BLACK SOCIAL HISTORY
African immigrants to Switzerland
African immigrants to Switzerland include Swiss residents, both Swiss citizens and foreign nationals, who have migrated to Switzerland from Africa. The number has quintupled over the period of 1980 to 2007, with an average growth rate of 6% per annum (doubling time 12 years). According to official Swiss population statistics, 73,553 foreigners with African nationality lived in Switzerland as of 2009 (0.9% of total population, or 4.3% of resident foreigners).[1] Since the census records nationality, not ethnic origin, there is no official estimate of the number of naturalized Swiss citizens from Africa.
Demographics
Of the 73,553 African nationals recorded in 2007, 78% were considered permanent residents in Switzerland (including recognized refugees, accounting for about 8%), while the remaining 22% were asylum seekers.[2]
Permanent residents with African nationalities, organized by region of origin:
year | 1980 | 1990 | 2000 | 2009 |
North Africa | 6,205 | 10,905 | 15,469 | 20,415 |
East Africa | 1,597 | 3,137 | 7,111 | 12,636 |
Central Africa | 860 | 3,044 | 7,409 | 11,976 |
West Africa | 1,390 | 2,601 | 6,488 | 10,842 |
Southern Africa | 487 | 604 | 1,141 | 1,835 |
total | 10,539 | 20,291 | 37,618 | 57,704 |
The largest group of residents of North African origin are from Morocco.[3] The above-average increase of residents from Central Africa is due to immigration from Angola,Cameroon and Congo (Brazzaville). Unofficial estimates exist for a number of African nations. For example, an estimated 1,500 people of Cape Verdean descent lived in Switzerland as of 1995.[4]
Asylum seekers
A third of Africans residing in Switzerland are asylum seekers. An additional unknown number have stayed in Switzerland as sans papiers after they were refused asylum.

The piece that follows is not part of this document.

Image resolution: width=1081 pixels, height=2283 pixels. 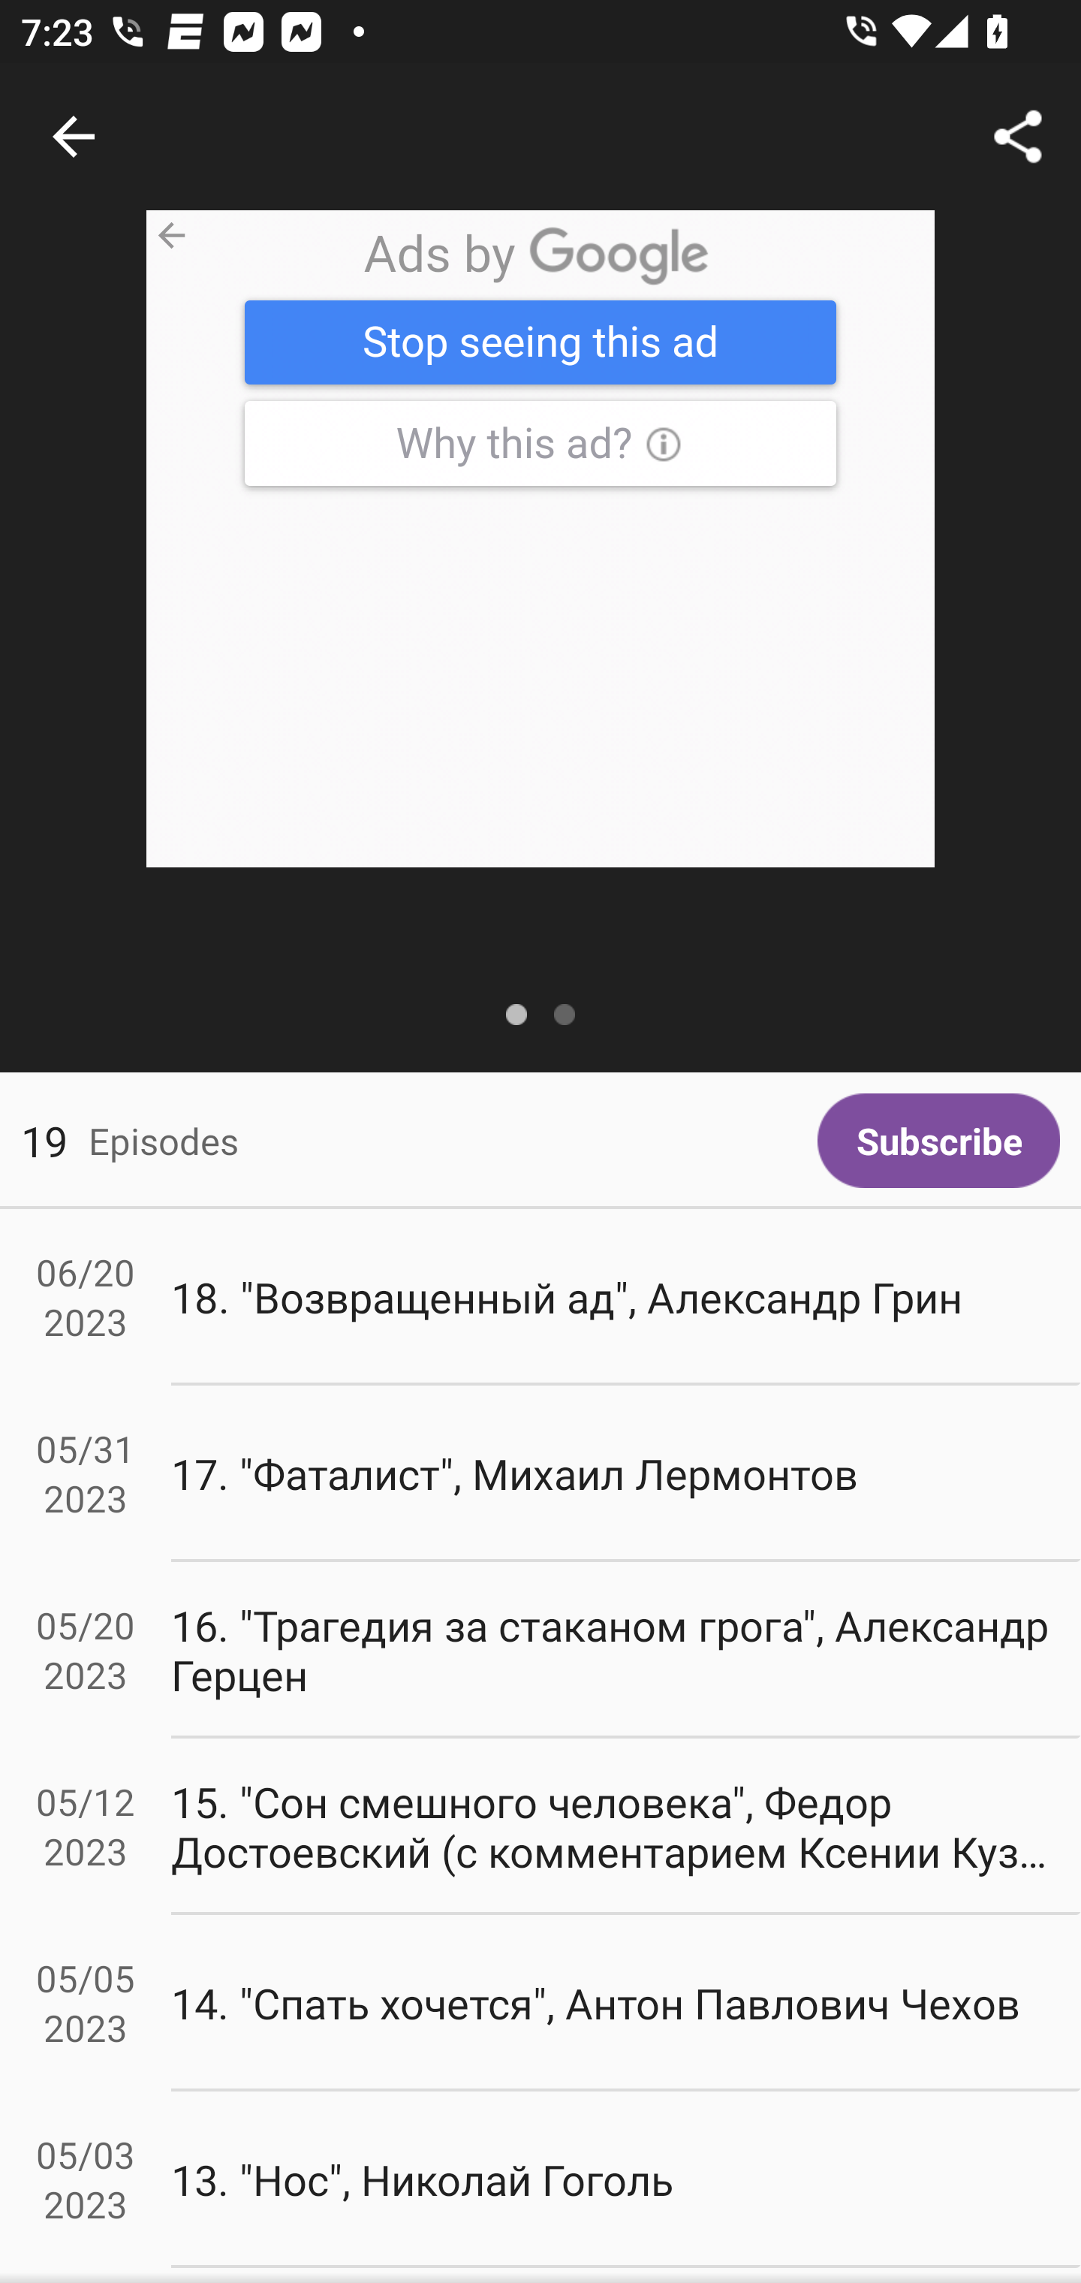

There was a steep surge of asylum requests from Nigerians in 2009. In April 2010, the director of the Federal Office for Migration (BFM), Alard du Bois-Reymond, issued a statement on the large number of unfounded requests for asylum by nationals of Nigeria in particular. Du Bois-Reymond said that 99.5% of asylum seekers of Nigerian origin were criminals abusing the asylum system, entering Switzerland with the intention of pursuing petty crime and drug dealing.[5] The Nigerian ambassador to Switzerland, Martin Ihoeghian Uhomoibhi, objected to du Boi-Reymond's statement as an undue generalization.[6]
The question of repatriation is regularly raised in Swiss politics in the context of immigrant criminality, e.g. in the case of a crime wave that was led mainly by Algerians in Geneva's Pâquis district, or in the case of Nigerian organized crime on a nation-wide scale. Switzerland has several repatriation agreements with African states, with Algeria since 2006, which has however been stalled due to a refusal to ratify additional protocols on the part of Algeria.
Switzerland has signed a technical agreement on re-admittance in the case of repatriation of rejected asylum seekers with three African countries, Guinea, Democratic Republic of Congo and Sierra Leone.[7] There is also a repatriation agreement with Nigeria, but this was suspended by Nigeria following the death of a Nigerian citizen during forced repatriation in March 2010.[8]